The Convenio Especial ("special agreement") is Spain's pay-in scheme for the public health system. It's designed for exactly the situation many movers find themselves in: living in Spain long-term, but not yet entitled to public cover through work, a pension or an S1. For early retirees, non-working spouses and people living off savings, it's often the bridge from relying on private insurance to having full public access.
It's a voluntary agreement that lets you affiliate to the SNS for a fixed monthly fee. The core conditions are:
Once you hit that 12-month mark, you apply either at your local social security office (INSS) or directly through your regional health department. Because the scheme is run regionally, the exact forms and submission route vary by community — so it's always worth confirming the correct local procedure before you start.
The national base fees are straightforward:
| Your age | Monthly fee (per person) |
|---|---|
| Under 65 | €60 |
| 65 or over | €157 |
Regions are allowed to add a little on top if they bundle in extra cover, but those are the standard national amounts.
You access the basic public healthcare package: GP and specialist appointments, hospital treatment and emergency care, plus subsidised prescriptions (typically around 40% off). It's important to know the scheme covers the standard public service rather than a premium tier — and prescription medication is handled slightly differently from cover via work or pension, so check the detail if you have ongoing medication needs.
If you're moving on a non-working or retirement visa, plan your first two years with the Convenio in mind: be covered from day one with private insurance, keep your padrón registration continuous, and time your application so you can move smoothly onto the public system once the 12 months are up. Note that the Convenio is not accepted at the original visa-application stage — you'll need private cover for that.

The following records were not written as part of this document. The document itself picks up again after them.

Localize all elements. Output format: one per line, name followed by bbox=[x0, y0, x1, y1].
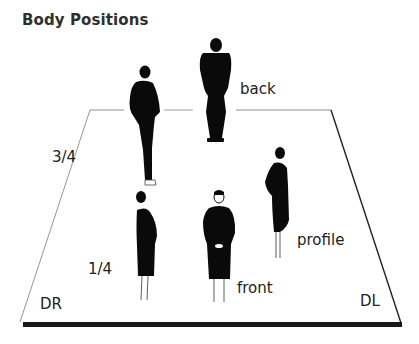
label-downstage-left: DL bbox=[360, 294, 380, 309]
label-three-quarter: 3/4 bbox=[52, 150, 76, 165]
label-downstage-right: DR bbox=[40, 297, 62, 312]
figure-front-icon bbox=[203, 190, 235, 302]
figure-one-quarter-icon bbox=[136, 191, 157, 300]
label-profile: profile bbox=[297, 233, 344, 248]
label-one-quarter: 1/4 bbox=[88, 262, 112, 277]
figure-back-icon bbox=[200, 38, 231, 142]
stage-front-edge bbox=[23, 322, 402, 327]
label-front: front bbox=[237, 281, 273, 296]
stage-diagram bbox=[0, 0, 419, 344]
figure-profile-icon bbox=[265, 147, 289, 258]
figure-three-quarter-icon bbox=[130, 66, 161, 186]
label-back: back bbox=[240, 82, 276, 97]
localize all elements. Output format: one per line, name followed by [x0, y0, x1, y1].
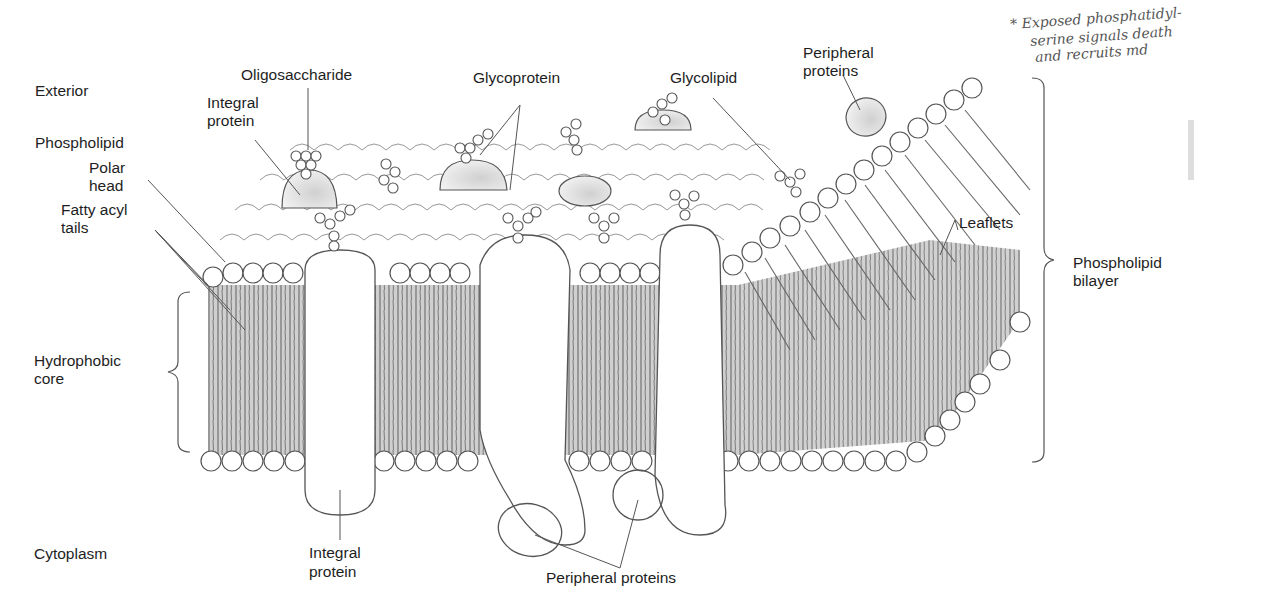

| Your situation | Most likely route |
|---|---|
| Applying for an NLV from the UK/Ireland, below pension age | Private insurance (no co-pay, full year) |
| UK State Pensioner retiring to Spain | S1 form, where eligible |
| Early retiree or non-working spouse, year two onwards | Convenio Especial once 12 months are complete |
| Working or self-employed (autónomo) in Spain | Public cover via social security contributions |
| Want fast specialists & English-speaking doctors | Private, often alongside public cover |
In most cases, yes — at least to begin with. Visas like the NLV require private cover for the application, the Convenio can't be joined until you've completed 12 months of residence, and your S1 only protects you once it's registered and activated in Spain. Private insurance bridges those early gaps.
Spain's public system is widely regarded as excellent, with strong emergency care, GP access and hospital treatment. The main trade-off is waiting times for non-urgent specialist appointments, which is why many residents keep a private policy alongside their public entitlement.
No. There's no charge to apply for or hold an S1 — the UK funds your healthcare in Spain. You will, however, still want to factor in costs that public cover doesn't include, such as routine dental and optical care.
Often, yes. A pensioner's S1 can cover dependants who don't have their own entitlement, and the Convenio Especial is taken out per person. Private policies can be arranged individually or as a family. The right mix depends on each person's age and status, so it's worth getting tailored advice.
Public cover (including via the Convenio) gives you subsidised prescriptions — typically around 40% off. Dental and optical care are almost always paid out of pocket or via a separate add-on policy, regardless of which route you choose, so budget for these separately.
At Sunshine Homes we help British and Irish buyers settle on the Costa Blanca South and Costa Cálida — and getting the practical pieces like healthcare right is part of that journey. If you'd like a friendly chat about your move, we're always happy to help point you in the right direction.